In one Big Think blog, Carson Tate, professional consultant and author of Work Simply, provides some advice for managing attention at work, such as cultivating awareness and identifying “attention saboteurs.” Attention saboteurs are those things that can distract from an employee’s ability to focus. In her article, Tate tells readers to ask themselves the following:

  • Do you find it more difficult to focus right before lunchtime or dinnertime?
  • Was it difficult to focus following a long meeting or a difficult conversation with a family member?
  • Was it easier to focus following a walk or a workout at the gym?
  • Were there specific projects or types of tasks that you were able to focus on for longer periods of time?

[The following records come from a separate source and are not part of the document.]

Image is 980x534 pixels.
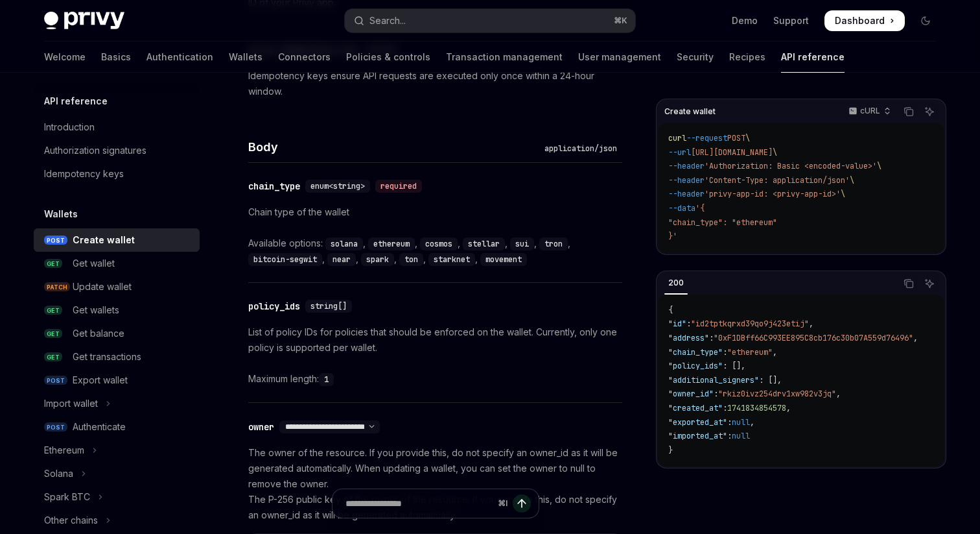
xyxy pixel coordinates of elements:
div: , [328,251,361,267]
button: Toggle Other chains section [34,508,200,532]
span: Create wallet [664,107,715,117]
div: Maximum length: [248,371,622,386]
a: PATCHUpdate wallet [34,275,200,298]
button: Toggle dark mode [915,10,936,31]
code: near [328,253,356,266]
div: Create wallet [73,232,135,247]
div: Authorization signatures [44,142,147,158]
div: Other chains [44,512,98,528]
a: Support [774,15,809,27]
code: starknet [429,253,475,266]
a: Idempotency keys [34,162,200,185]
span: "owner_id" [669,389,714,399]
h5: Wallets [44,206,78,222]
a: Demo [732,15,758,27]
span: --header [669,161,704,172]
div: Get wallet [73,256,115,271]
input: Ask a question... [346,489,493,518]
div: Get balance [73,326,124,341]
span: } [669,445,673,455]
span: POST [44,375,68,385]
span: "exported_at" [669,417,727,427]
div: Authenticate [73,419,126,435]
a: User management [579,41,662,73]
button: Copy the contents from the code block [901,103,917,120]
span: \ [773,147,777,158]
span: : [], [759,375,782,385]
button: cURL [841,100,897,122]
span: "id" [669,319,686,329]
span: : [727,431,732,441]
a: Welcome [44,41,86,73]
div: , [429,251,480,267]
span: --request [686,133,727,143]
p: Chain type of the wallet [248,204,622,220]
a: POSTAuthenticate [34,415,200,438]
div: Search... [370,13,406,28]
span: POST [44,236,68,246]
span: GET [44,306,62,315]
span: \ [745,133,750,143]
code: movement [480,253,527,266]
span: --header [669,175,704,185]
div: owner [248,420,275,434]
code: tron [539,237,568,250]
span: GET [44,258,62,268]
span: : [], [723,361,745,371]
span: , [837,389,841,399]
div: Idempotency keys [44,166,124,182]
span: string[] [310,301,347,311]
span: '{ [695,203,704,214]
span: "address" [669,332,709,343]
span: GET [44,329,62,339]
span: : [723,347,727,357]
span: : [686,319,691,329]
button: Toggle Spark BTC section [34,485,200,508]
span: PATCH [44,282,70,292]
span: Dashboard [835,15,885,27]
p: cURL [860,106,881,116]
button: Copy the contents from the code block [901,275,917,292]
span: "chain_type" [669,347,723,357]
a: Connectors [278,41,330,73]
button: Toggle Ethereum section [34,438,200,462]
code: sui [510,237,534,250]
span: null [732,417,750,427]
span: , [750,417,755,427]
a: Transaction management [446,41,563,73]
div: , [510,236,539,251]
div: Get wallets [73,302,120,318]
span: , [809,319,814,329]
a: Authentication [147,41,214,73]
span: "chain_type": "ethereum" [669,217,777,227]
div: , [361,251,400,267]
code: cosmos [420,237,458,250]
h4: Body [248,138,539,156]
div: Spark BTC [44,489,90,505]
button: Ask AI [922,275,938,292]
div: chain_type [248,180,300,193]
span: "id2tptkqrxd39qo9j423etij" [691,319,809,329]
a: Policies & controls [346,41,431,73]
button: Send message [513,494,531,512]
span: \ [877,161,881,172]
span: , [773,347,777,357]
div: Get transactions [73,349,141,364]
span: [URL][DOMAIN_NAME] [691,147,773,158]
div: Available options: [248,236,622,267]
div: , [420,236,463,251]
span: POST [44,423,68,432]
a: Introduction [34,115,200,139]
span: "imported_at" [669,431,727,441]
div: , [369,236,420,251]
span: : [714,389,718,399]
code: stellar [463,237,505,250]
span: "policy_ids" [669,361,723,371]
div: required [375,180,422,193]
span: : [723,403,727,414]
h5: API reference [44,93,108,109]
a: Security [677,41,714,73]
span: curl [669,133,686,143]
span: : [727,417,732,427]
button: Ask AI [922,103,938,120]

Questions such as these call for some introspection about the employee’s ability to focus at different times of the day, which calls for a kind of attention tracking—the “cultivating awareness” that Tate mentions in her article. One way to do this, according to Tate, is to “select a span of a few hours as your tracking period for the exercise. Select a tracking tool that works for you and then every time your attention wanders or you lose focus, make a note on your attention-tracking tool.”
By having employees note not only when their attention wanders, but also why, it is easier to identify common workplace distractions so they can be eliminated.
After removing a distraction, tracking how productivity is affected is important, too. Sometimes, a “distraction” can serve a purpose as a means of letting employees take a break so they can focus better on work. In any workplace setting, no one is going to be 100% focused all day, every day—even with the majority of potential distractions removed.

3) Improving Employee Retention

While some turnover is inevitable as employees retire, move away, or find new career opportunities elsewhere, excessively high turnover can hurt efficiency, as new recruits take time to get up to speed with work. High employee turnover also necessitates increased recruiting costs, as new people constantly have to be identified and vetted to replace those who leave.
Improving employee retention reduces the need to constantly hire and train new people, helping to prevent decreases in efficiency.
Some tips for improving employee retention highlighted in a previous Big Think+ article include:

  • Improving Internal Mobility Programs. One key frustration factor for employees, especially Millennials, is the perception of stagnation in their careers. Providing opportunities to grow and try new things helps to combat this, improving retention and even helping make highly-motivated workers more well-rounded for future leadership roles.
  • Better Matching Job Descriptions to Actual Work Duties. Nobody likes being the victim of a career “bait and switch,” whether it’s intentional or not. Advertising for one position while putting employees to work in a different one leads to frustration, disengagement, and turnover.
  • Using Exit Interviews to Identify Problems. Asking employees why they’re leaving the organization can be an easy way to identify major issues impacting engagement, retention, and efficiency.

By improving employee retention, organizations can avoid the extra costs and delays that come with having to replace a significant portion of their workforce every year. It also allows the people in existing roles to focus on becoming more efficient instead of having to teach their replacements the ropes every year.
These are just a few of the basic business goals that organizations can use to improve efficiency in meaningful ways.
For more information about managing distractions at work, improving efficiency, and facilitating self-management, check out Big Think+. Our video programs feature life lessons and perspectives from leading experts in every field, from consulting and self-management gurus to neuroscientists and entrepreneurs who have founded countless successful businesses.